Skip to main content Accessibility help
×
Hostname: page-component-78c5997874-s2hrs Total loading time: 0 Render date: 2024-11-10T02:47:30.551Z Has data issue: false hasContentIssue false

8 - BUTCHERING, BONE FRACTURING, AND BONE TOOLS

Published online by Cambridge University Press:  05 August 2014

R. Lee Lyman
Affiliation:
University of Missouri, Columbia
Get access

Summary

Introduction

The manner in which animal carcasses and skeletal elements come apart or are taken apart is an important taphonomic variable. Humans butcher animals and that behavior often, but not always, variously modifies bones. In fact, it might be argued that butchering animal carcasses is the single greatest taphonomic (and biostratinomic) factor in the formation of humanly created fossil assemblages. Humans exploit animals for a variety of reasons, but basically to extract resources, whether energy (food) or materials for tools or clothing. During that exploitation, skeletons are disarticulated and bones are broken and variously modified. But as we have seen in previous chapters (especially Chapter 6), non-human taphonomic processes can result in the disarticulation of skeletons and fragmentation of bones. In this chapter, I review these processes, focusing on the modification of skeletal elements for which hominids in particular are responsible.

Butchering

The fragments of Aurochs exhibiting very deep incisions, apparently made by an instrument having a waved edge … in which I thought I recognized significant marks of utilization and flaying of a recently slain animal, were obtained from the lowest layer in the cutting of the Canal de l'Ourcq, near Paris … I have obtained analogous results by employing as a saw those flint knives found in the sands of Abbeville.

(E. Lartet 1860 [1969:122])

The term butchering tends to hold different connotations for different analysts. Perhaps that is because it has seldom been explicitly defined.

Type
Chapter
Information
Vertebrate Taphonomy , pp. 294 - 353
Publisher: Cambridge University Press
Print publication year: 1994

Access options

Get access to the full version of this content by using one of the access options below. (Log in options will check for institutional or personal access. Content may require purchase if you do not have access.)

Save book to Kindle

To save this book to your Kindle, first ensure [email protected] is added to your Approved Personal Document E-mail List under your Personal Document Settings on the Manage Your Content and Devices page of your Amazon account. Then enter the ‘name’ part of your Kindle email address below. Find out more about saving to your Kindle.

Note you can select to save to either the @free.kindle.com or @kindle.com variations. ‘@free.kindle.com’ emails are free but can only be saved to your device when it is connected to wi-fi. ‘@kindle.com’ emails can be delivered even when you are not connected to wi-fi, but note that service fees apply.

Find out more about the Kindle Personal Document Service.

Available formats
×

Save book to Dropbox

To save content items to your account, please confirm that you agree to abide by our usage policies. If this is the first time you use this feature, you will be asked to authorise Cambridge Core to connect with your account. Find out more about saving content to Dropbox.

Available formats
×

Save book to Google Drive

To save content items to your account, please confirm that you agree to abide by our usage policies. If this is the first time you use this feature, you will be asked to authorise Cambridge Core to connect with your account. Find out more about saving content to Google Drive.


● **WHAT IS REQUIRED**
Without the pictures, set down every record below exactly as it reads.

:::

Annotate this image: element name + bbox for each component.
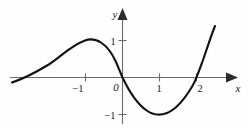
x-tick-label-2: 2 (197, 83, 202, 94)
y-axis-arrow-icon (118, 8, 128, 20)
x-axis-arrow-icon (226, 73, 238, 83)
x-axis-label: x (235, 82, 241, 94)
y-axis-label: y (112, 8, 118, 20)
y-tick-label-1: 1 (110, 36, 115, 47)
x-tick-label-1: 1 (156, 83, 161, 94)
x-tick-label-minus1: −1 (72, 83, 83, 94)
plot-canvas: −1 1 2 1 −1 0 y x (0, 0, 248, 130)
origin-label: 0 (113, 81, 119, 93)
y-tick-label-minus1: −1 (104, 110, 115, 121)
graph-figure: −1 1 2 1 −1 0 y x (0, 0, 248, 130)
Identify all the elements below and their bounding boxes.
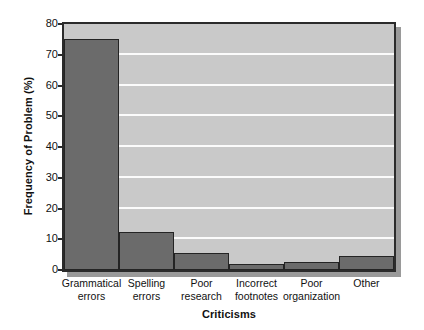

:::

● **RESPONSE TO THE TASK**
Annotate this image: element name + bbox for each component.
x-tick-label-2: 2 (197, 83, 202, 94)
y-axis-arrow-icon (118, 8, 128, 20)
x-axis-arrow-icon (226, 73, 238, 83)
x-axis-label: x (235, 82, 241, 94)
y-axis-label: y (112, 8, 118, 20)
y-tick-label-1: 1 (110, 36, 115, 47)
x-tick-label-1: 1 (156, 83, 161, 94)
x-tick-label-minus1: −1 (72, 83, 83, 94)
plot-canvas: −1 1 2 1 −1 0 y x (0, 0, 248, 130)
origin-label: 0 (113, 81, 119, 93)
y-tick-label-minus1: −1 (104, 110, 115, 121)
graph-figure: −1 1 2 1 −1 0 y x (0, 0, 248, 130)
Identify all the elements below and their bounding boxes.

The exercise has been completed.